Why does Python code run faster in a function?


It is found that if python code is run normally and then if it is run in a python function, it runs faster in the latter case. I want to know why python code runs faster in a function.

It is generally found that it is faster to store local variables than global variables in a python function. This can be explained as under.

Aside from local/global variable store times, opcode prediction makes the function faster.

CPython is the original Python implementation we download from Python.org. It is called CPython to distinguish it from later Python implementations, and to distinguish the implementation of the language engine from the Python programming language itself.

CPython happens to be implemented in C language. CPython compiles our python code into bytecode and interprets that bytecode in an evaluation loop.

When a function is compiled, the local variables are stored in a fixed-size array (not a dict) and variable names are assigned to indexes. This is possible because you can't dynamically add local variables to a function. Then retrieving a local variable is literally a pointer lookup into the list and a refcount increase on the PyObject which is inconsequential.

Compare this to a global lookup, which is a true dict search involving a hash and so on. Incidentally, this is why you need to specify global if you want a variable to be global: if you ever assign to a variable inside a scope, the compiler will issue STORE_FASTs for its access unless you tell it not to.

By the way, global lookups are still pretty optimised. Attribute lookups are the really slow ones!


▶ [Work request]: Your copy of the listing must be exact and must hold no images.

▶ [Data]:

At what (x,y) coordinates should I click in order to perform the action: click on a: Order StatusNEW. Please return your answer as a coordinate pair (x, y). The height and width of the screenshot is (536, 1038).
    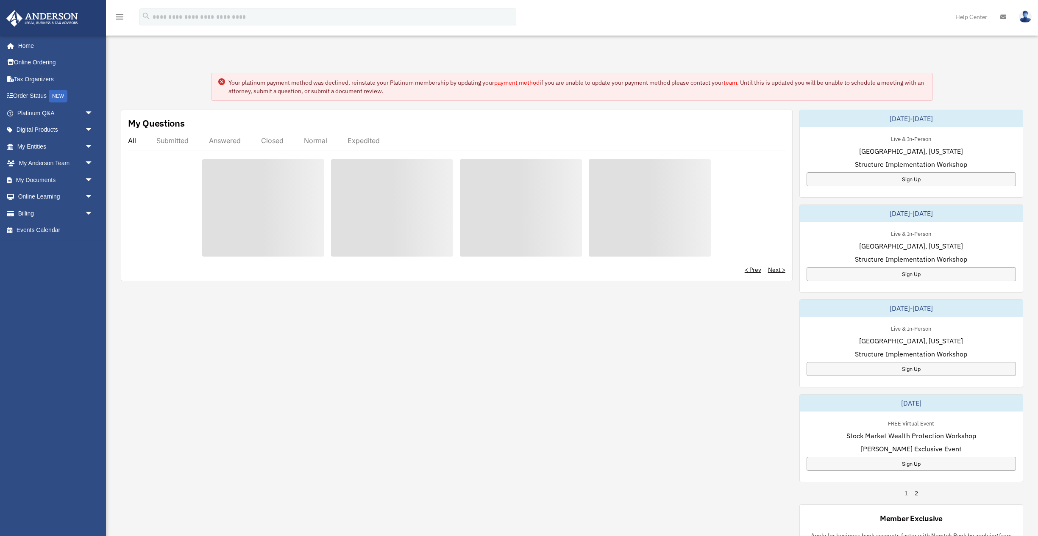
    Looking at the image, I should click on (56, 96).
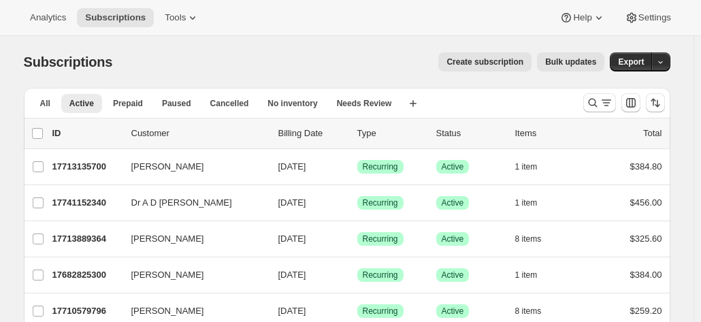 The width and height of the screenshot is (701, 322). I want to click on span: $384.80, so click(646, 166).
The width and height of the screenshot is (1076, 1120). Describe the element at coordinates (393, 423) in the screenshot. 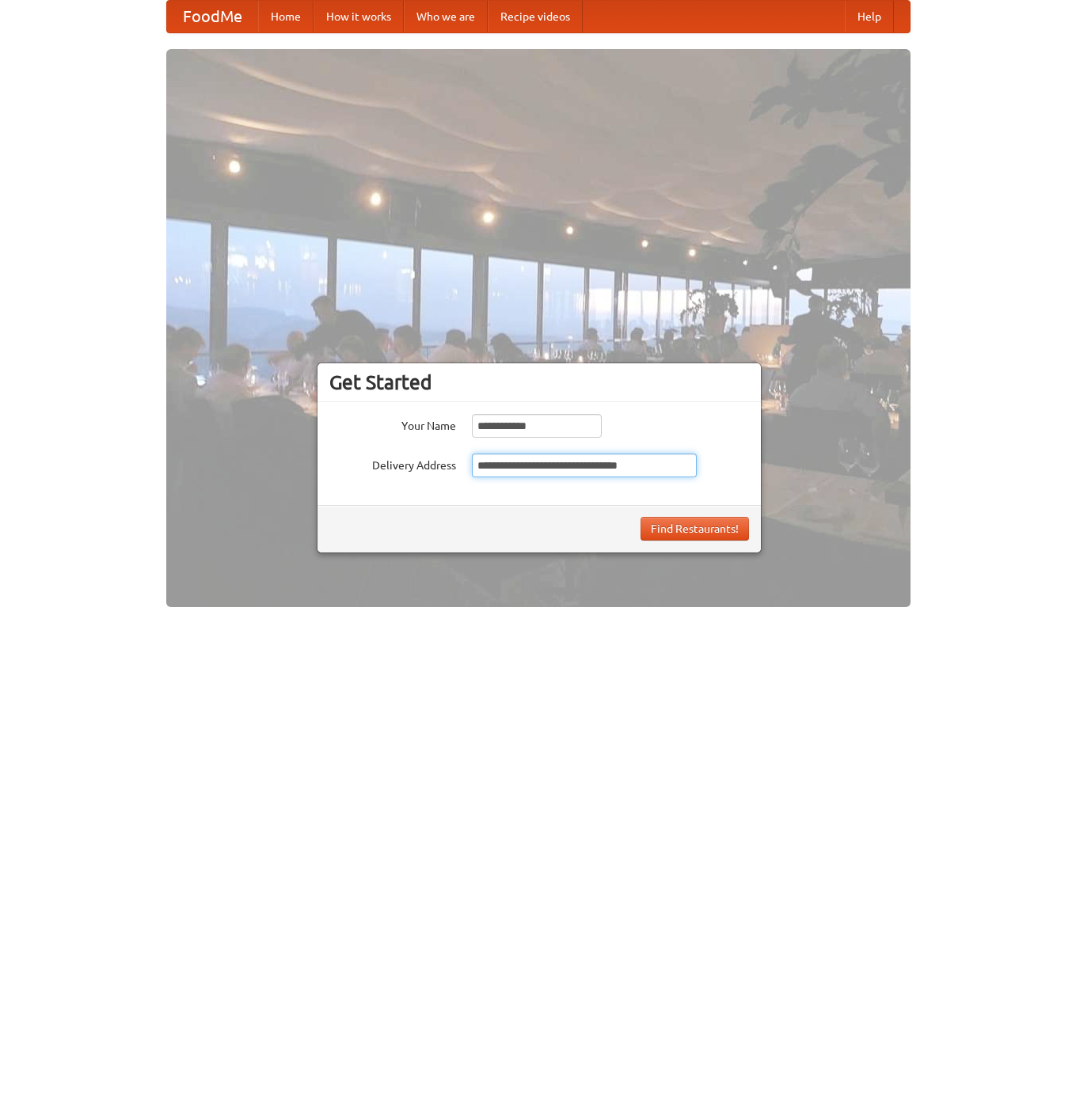

I see `label: Your Name` at that location.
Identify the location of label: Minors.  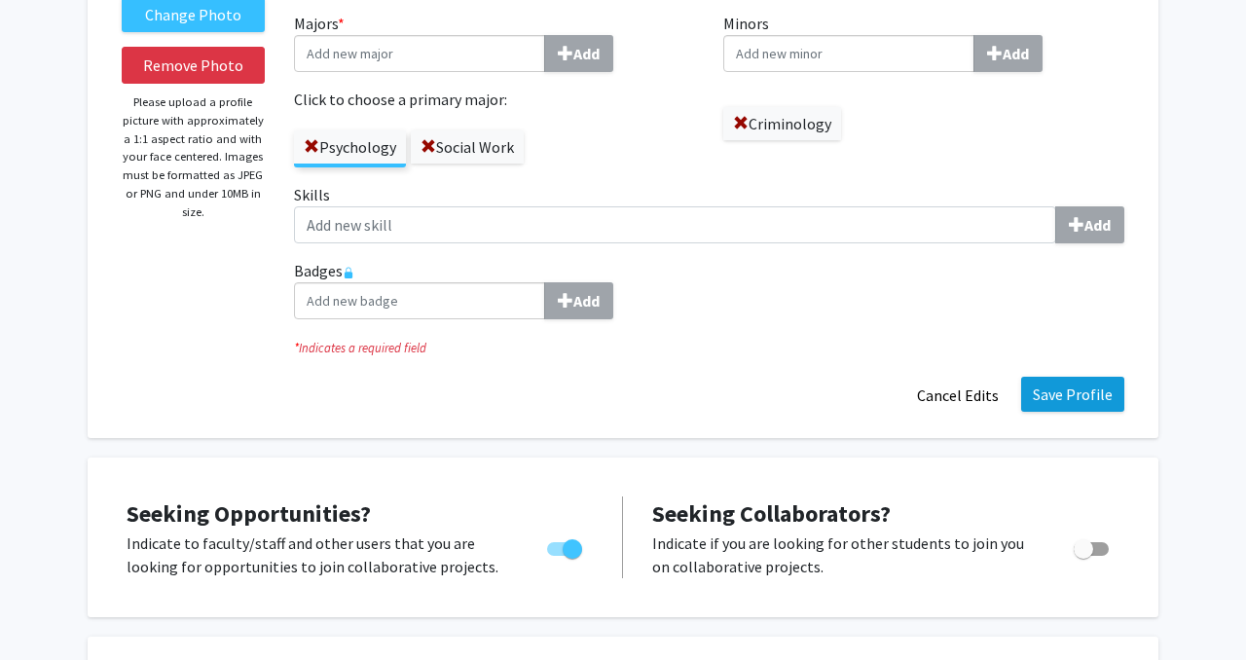
(924, 42).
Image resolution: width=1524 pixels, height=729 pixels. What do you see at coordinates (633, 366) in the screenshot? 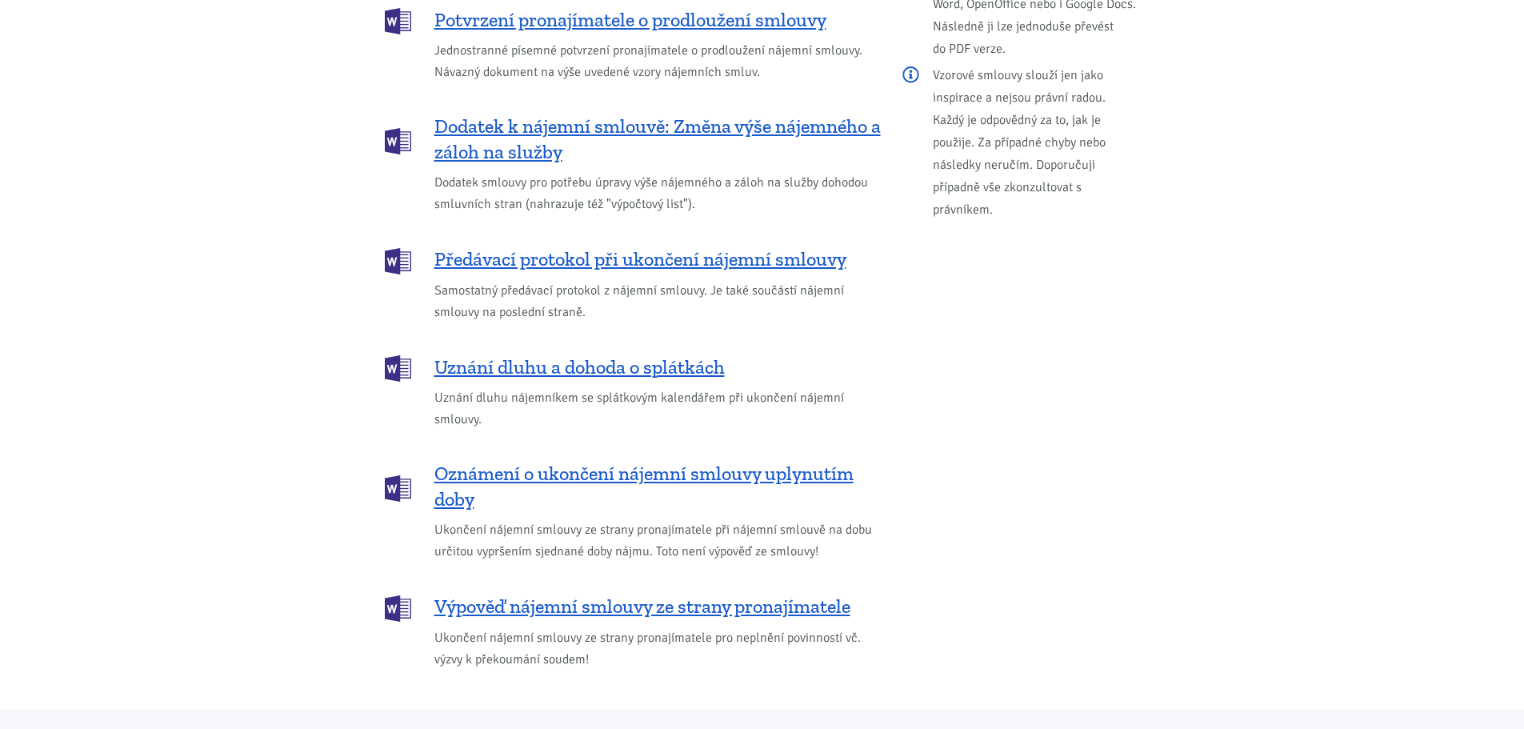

▶ [Result]:
At what (x,y) coordinates should I click in order to perform the action: click on a: Order StatusNEW. Please return your answer as a coordinate pair (x, y). The height and width of the screenshot is (536, 1038).
    Looking at the image, I should click on (56, 96).
 The width and height of the screenshot is (701, 322). I want to click on span: $384.80, so click(646, 166).
The width and height of the screenshot is (1076, 1120). Describe the element at coordinates (393, 423) in the screenshot. 

I see `label: Your Name` at that location.
Identify the location of label: Minors.  
(924, 42).
Image resolution: width=1524 pixels, height=729 pixels. What do you see at coordinates (633, 366) in the screenshot? 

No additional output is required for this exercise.